$35 dollars, 16 parts, 27 hours, a high-tech printer and instructions from the Internet were all it took for Australian police to fabricate a 3D gun powerful enough to penetrate 17 centimeters – a shot that could be fatal.
Police in the Australian state of New South Wales (NSW) created and tested two 3D-printed guns made with blueprints produced by US firm Defense Distributed and an AUD$1,700 3D printer. Tests conducted with the guns produced both a “catastrophic failure” that could be deadly for the individual wielding the firearm, as well as a shot capable of killing a target.
In the first test, the gun exploded after firing just one shot
despite being built to the exact specifications of its inventor,
self-declared American anarchist and University of Texas law
student Cody Wilson. When discharged successfully, a bullet from
the firearm penetrated 17cm of ballistic soap – a block of gelatin
used to simulate human flesh.
"Make no mistake they will kill at both ends," NSW Police
Commissioner Andrew Scipione said. "Everyone is really concerned
this weapon is undetectable. One has been smuggled on the Eurostar
train in Europe and there is now a major security review.”
The ease with which the guns can be created and concealed prompted
the US Department of Homeland Security to issue a May 21 bulletin
to numerous state and law enforcement officials warning the
firearms might be “impossible” to contain, Fox News
reported.
"Significant advances in three-dimensional (3D) printing
capabilities, availability of free digital 3D printer files for
firearms components, and difficulty regulating file-sharing may
present public safety risks from unqualified gun seekers who obtain
or manufacture 3D printed guns," a bulletin by the Joint
Regional Intelligence Center said.
Just a week after blueprints for the 3D-printed gun were posted
online earlier this month, the US State Department demanded that
Defense Distributed, a non-profit group founded by Wilson which
promotes the open-source development of firearms using 3D printers,
take the plans offline.
Although Defense Distributed complied with the demand, the original
blueprints for the gun were downloaded more than 100,000 times and
are still available on popular peer-to-peer file-sharing sites.
Even Internet maverick and free-information hacker Kim Dotcom asked
his staff to delete the public files from his Mega website, calling
them a “serious threat to the community.”
The single-shot .380-caliber Liberator is named after the FP-45
Liberator pistol, a throwaway pistol manufactured by the US during
World War II to be used by French Resistance fighters.
The only non-plastic part of the gun is a tiny nail that acts as
the firing pin, as well as a .380 cartridge it fires. The gun’s
inventor is reportedly working on fabricating plastic bullets, a
move that would make it nearly undetectable at security
screenings. 3D-printed firearms can also be manufactured
without serial numbers or unique identifiers, trammeling ballistics
testing.
Lawmakers across the US are already seeking a ban on 3D-printed
guns, although it is currently legal for a person to manufacture a
firearm for personal use.
One law enforcement official told Fox News that universal searches
would be the only way to contain the threat of such weapons:
“The only security procedure to catch [the 3D firearms] is a pat
down. Is America ready for pat-downs at every event?”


* **Work to be completed**
Scan the data below and copy each line where "perched" occurs.

* **Data to process**
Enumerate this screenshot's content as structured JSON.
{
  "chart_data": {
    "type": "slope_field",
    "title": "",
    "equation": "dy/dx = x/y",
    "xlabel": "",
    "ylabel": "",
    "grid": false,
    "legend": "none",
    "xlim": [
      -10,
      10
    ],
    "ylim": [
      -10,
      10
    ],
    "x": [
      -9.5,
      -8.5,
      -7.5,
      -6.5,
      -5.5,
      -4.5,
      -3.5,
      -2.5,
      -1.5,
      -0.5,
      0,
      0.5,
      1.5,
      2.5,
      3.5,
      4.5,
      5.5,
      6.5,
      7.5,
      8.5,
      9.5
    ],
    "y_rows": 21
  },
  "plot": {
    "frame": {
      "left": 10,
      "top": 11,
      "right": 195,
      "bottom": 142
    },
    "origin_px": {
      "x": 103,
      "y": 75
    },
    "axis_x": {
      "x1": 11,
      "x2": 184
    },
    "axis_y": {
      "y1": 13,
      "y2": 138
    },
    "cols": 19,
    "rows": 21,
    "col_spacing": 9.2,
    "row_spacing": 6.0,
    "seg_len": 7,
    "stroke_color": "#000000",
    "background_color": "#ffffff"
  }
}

...

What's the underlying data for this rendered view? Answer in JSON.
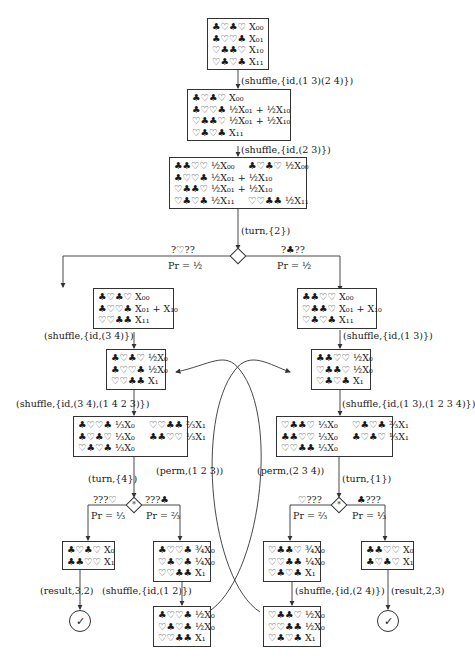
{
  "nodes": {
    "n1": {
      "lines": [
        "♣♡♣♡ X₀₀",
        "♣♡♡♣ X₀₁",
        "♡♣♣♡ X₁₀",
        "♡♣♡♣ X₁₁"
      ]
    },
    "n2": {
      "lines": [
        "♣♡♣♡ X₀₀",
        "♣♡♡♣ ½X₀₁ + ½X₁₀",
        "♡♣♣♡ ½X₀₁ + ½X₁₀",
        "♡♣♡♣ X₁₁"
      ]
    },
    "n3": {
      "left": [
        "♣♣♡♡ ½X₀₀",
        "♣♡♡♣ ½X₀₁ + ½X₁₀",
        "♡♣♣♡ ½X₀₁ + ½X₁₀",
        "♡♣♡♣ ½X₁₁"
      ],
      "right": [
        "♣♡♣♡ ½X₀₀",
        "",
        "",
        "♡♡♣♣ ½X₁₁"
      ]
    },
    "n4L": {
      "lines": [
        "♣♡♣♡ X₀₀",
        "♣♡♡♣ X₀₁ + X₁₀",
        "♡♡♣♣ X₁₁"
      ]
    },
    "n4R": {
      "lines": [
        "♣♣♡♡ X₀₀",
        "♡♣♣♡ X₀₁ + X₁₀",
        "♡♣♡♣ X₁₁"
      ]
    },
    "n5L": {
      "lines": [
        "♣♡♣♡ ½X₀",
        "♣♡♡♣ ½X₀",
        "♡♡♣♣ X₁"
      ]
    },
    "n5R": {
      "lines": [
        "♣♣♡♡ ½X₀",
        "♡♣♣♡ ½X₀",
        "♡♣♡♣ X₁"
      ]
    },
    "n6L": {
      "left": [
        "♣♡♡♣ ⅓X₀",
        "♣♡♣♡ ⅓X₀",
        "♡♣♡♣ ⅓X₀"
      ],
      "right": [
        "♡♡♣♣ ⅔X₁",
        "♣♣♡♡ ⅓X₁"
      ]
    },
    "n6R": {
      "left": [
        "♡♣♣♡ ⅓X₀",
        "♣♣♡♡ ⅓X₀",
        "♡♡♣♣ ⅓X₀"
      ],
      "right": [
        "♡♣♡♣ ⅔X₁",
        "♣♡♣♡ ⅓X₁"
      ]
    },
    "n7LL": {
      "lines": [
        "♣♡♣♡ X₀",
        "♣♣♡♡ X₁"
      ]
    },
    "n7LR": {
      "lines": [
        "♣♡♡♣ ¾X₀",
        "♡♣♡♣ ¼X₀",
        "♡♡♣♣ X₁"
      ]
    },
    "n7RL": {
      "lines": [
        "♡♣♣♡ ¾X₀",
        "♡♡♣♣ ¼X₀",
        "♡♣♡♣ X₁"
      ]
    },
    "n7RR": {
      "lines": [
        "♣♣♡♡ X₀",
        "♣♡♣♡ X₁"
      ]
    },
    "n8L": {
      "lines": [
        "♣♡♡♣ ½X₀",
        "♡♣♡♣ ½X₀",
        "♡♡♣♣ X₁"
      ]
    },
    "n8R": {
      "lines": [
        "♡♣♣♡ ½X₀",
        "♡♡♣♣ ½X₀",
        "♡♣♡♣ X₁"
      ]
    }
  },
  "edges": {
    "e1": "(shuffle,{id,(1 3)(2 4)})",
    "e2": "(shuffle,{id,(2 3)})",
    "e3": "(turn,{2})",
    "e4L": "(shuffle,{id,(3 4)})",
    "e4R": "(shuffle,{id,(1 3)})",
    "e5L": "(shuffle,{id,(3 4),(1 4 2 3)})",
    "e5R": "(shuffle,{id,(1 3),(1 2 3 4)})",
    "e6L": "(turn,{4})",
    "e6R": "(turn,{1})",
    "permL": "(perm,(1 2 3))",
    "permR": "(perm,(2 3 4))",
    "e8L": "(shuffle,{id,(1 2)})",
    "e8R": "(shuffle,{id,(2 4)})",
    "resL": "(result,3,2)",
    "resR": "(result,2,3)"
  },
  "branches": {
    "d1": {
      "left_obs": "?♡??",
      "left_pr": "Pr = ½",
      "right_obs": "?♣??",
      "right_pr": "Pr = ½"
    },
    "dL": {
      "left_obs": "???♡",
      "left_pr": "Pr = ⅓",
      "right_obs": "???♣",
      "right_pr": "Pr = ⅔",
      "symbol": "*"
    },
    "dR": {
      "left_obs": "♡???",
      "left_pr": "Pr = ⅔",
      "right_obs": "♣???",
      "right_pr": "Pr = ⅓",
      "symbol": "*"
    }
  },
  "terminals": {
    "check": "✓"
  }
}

...

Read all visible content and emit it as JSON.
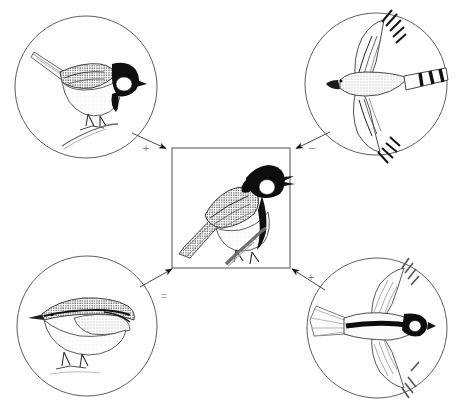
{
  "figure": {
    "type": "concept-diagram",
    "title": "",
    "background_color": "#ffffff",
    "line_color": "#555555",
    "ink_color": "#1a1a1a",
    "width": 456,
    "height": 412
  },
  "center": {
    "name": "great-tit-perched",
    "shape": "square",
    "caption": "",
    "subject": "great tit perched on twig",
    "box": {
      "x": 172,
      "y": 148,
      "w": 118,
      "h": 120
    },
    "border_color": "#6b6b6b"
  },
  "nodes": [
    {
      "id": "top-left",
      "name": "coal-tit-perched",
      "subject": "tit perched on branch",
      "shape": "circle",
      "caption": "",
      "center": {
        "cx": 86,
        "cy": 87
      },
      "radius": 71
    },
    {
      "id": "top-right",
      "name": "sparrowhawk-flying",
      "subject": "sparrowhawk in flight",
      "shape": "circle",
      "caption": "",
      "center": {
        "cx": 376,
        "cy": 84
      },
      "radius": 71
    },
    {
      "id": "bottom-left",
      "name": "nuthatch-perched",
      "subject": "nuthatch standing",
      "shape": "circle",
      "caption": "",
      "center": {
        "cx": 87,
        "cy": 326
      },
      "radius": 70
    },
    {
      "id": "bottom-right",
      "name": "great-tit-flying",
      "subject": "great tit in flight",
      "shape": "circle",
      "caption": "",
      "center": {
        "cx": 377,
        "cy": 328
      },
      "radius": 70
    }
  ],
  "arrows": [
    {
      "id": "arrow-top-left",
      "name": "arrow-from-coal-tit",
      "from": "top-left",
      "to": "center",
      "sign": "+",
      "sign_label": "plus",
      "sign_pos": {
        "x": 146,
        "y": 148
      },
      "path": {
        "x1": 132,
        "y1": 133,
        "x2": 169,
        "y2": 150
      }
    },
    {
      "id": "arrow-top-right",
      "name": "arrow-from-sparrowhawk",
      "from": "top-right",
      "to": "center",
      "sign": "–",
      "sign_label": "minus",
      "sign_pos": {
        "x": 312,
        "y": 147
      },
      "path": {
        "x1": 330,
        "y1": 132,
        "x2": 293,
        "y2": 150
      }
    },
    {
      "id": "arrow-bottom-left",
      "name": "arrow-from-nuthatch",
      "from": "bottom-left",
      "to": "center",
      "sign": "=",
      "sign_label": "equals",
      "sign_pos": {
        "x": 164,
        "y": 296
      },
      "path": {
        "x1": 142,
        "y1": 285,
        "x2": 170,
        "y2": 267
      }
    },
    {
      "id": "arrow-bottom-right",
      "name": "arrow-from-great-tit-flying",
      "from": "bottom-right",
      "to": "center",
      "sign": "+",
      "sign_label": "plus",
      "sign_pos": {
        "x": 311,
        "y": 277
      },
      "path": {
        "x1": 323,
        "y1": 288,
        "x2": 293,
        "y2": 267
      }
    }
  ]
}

* **Answer area**
    "name": "great-tit-perched",
    "subject": "great tit perched on twig",
      "name": "coal-tit-perched",
      "subject": "tit perched on branch",
      "name": "nuthatch-perched",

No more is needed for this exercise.